It's high time I update our family's storage/back-up plans.

We currently have an OS X laptop that serves as my wife's primary work machine, an older iMac that's used mainly for printing (via a USB connection), and a couple of linux desktops. Our primary use for all of the machines is work for her theatre company -- photography, some video editing, design work (playbills, brochures, etc), and the like. Stuff is largely stored locally on each individual machine, which is awful. My wife emails herself things on the laptop, so she can go upstairs and print them out, because she doesn't want to install crappy, bloated printer drivers on her laptop. The iMac was our primary machine for several years, so it, at least, has a couple of external USB drives used for time machine backups. Nothing else (including her work laptop) has ever been backed up.

This all needs to change.

I want some centralized storage, so that we have easier shared access to documents and media. I want all of our machines backed up regularly (preferably to centralized storage, then central storage to the cloud, I think). I want the printer connected to the NAS, so that we can print from anywhere. And I need a network that can support this -- right now, my wife works primarily over wifi, everything else is wired via the 4-port FIOS router we got from our ISP. It would be spiffy if we could join the modern life, and have some centralized media streaming, but that's less important.

We've been round about this topic of conversation before, but the last time I recall seeing it was a few years ago, so since technology changes so quickly, I figured I'd start out fresh. I can deal with configuration, etc, but I really know jack about the various turnkey NAS hardware options available, and even less about cloud storage offerings (last I looked, many of them frowned on backing up network drives). I don't mind something like freeNAS, but I don't want to shop for components and build my own hardware beyond opening a box up to add more drives to expand capacity.

What do you all use, recommend, and anti-recommend?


* [WORK ITEM]: Transcribe the data that follows without changing a word, and omit the pictures.

Top of SUPPLIED MATERIAL

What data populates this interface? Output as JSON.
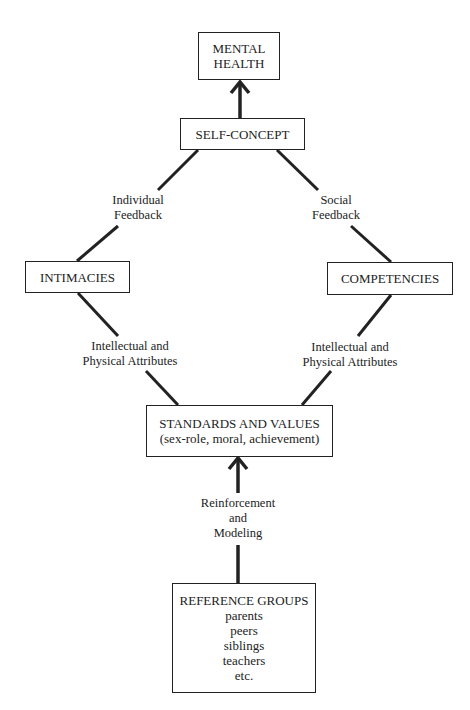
{
  "nodes": {
    "mental_health": {
      "lines": [
        "MENTAL",
        "HEALTH"
      ]
    },
    "self_concept": {
      "lines": [
        "SELF-CONCEPT"
      ]
    },
    "intimacies": {
      "lines": [
        "INTIMACIES"
      ]
    },
    "competencies": {
      "lines": [
        "COMPETENCIES"
      ]
    },
    "standards_values": {
      "lines": [
        "STANDARDS AND VALUES",
        "(sex-role, moral, achievement)"
      ]
    },
    "reference_groups": {
      "lines": [
        "REFERENCE GROUPS",
        "parents",
        "peers",
        "siblings",
        "teachers",
        "etc."
      ]
    }
  },
  "edges": {
    "individual_feedback": {
      "lines": [
        "Individual",
        "Feedback"
      ]
    },
    "social_feedback": {
      "lines": [
        "Social",
        "Feedback"
      ]
    },
    "left_attributes": {
      "lines": [
        "Intellectual and",
        "Physical Attributes"
      ]
    },
    "right_attributes": {
      "lines": [
        "Intellectual and",
        "Physical Attributes"
      ]
    },
    "reinforcement_modeling": {
      "lines": [
        "Reinforcement",
        "and",
        "Modeling"
      ]
    }
  },
  "colors": {
    "line": "#222222",
    "background": "#ffffff"
  }
}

Bottom of SUPPLIED MATERIAL

* [ANSWER FOR THE TASK]:
What data populates this interface? Output as JSON.
{
  "nodes": {
    "mental_health": {
      "lines": [
        "MENTAL",
        "HEALTH"
      ]
    },
    "self_concept": {
      "lines": [
        "SELF-CONCEPT"
      ]
    },
    "intimacies": {
      "lines": [
        "INTIMACIES"
      ]
    },
    "competencies": {
      "lines": [
        "COMPETENCIES"
      ]
    },
    "standards_values": {
      "lines": [
        "STANDARDS AND VALUES",
        "(sex-role, moral, achievement)"
      ]
    },
    "reference_groups": {
      "lines": [
        "REFERENCE GROUPS",
        "parents",
        "peers",
        "siblings",
        "teachers",
        "etc."
      ]
    }
  },
  "edges": {
    "individual_feedback": {
      "lines": [
        "Individual",
        "Feedback"
      ]
    },
    "social_feedback": {
      "lines": [
        "Social",
        "Feedback"
      ]
    },
    "left_attributes": {
      "lines": [
        "Intellectual and",
        "Physical Attributes"
      ]
    },
    "right_attributes": {
      "lines": [
        "Intellectual and",
        "Physical Attributes"
      ]
    },
    "reinforcement_modeling": {
      "lines": [
        "Reinforcement",
        "and",
        "Modeling"
      ]
    }
  },
  "colors": {
    "line": "#222222",
    "background": "#ffffff"
  }
}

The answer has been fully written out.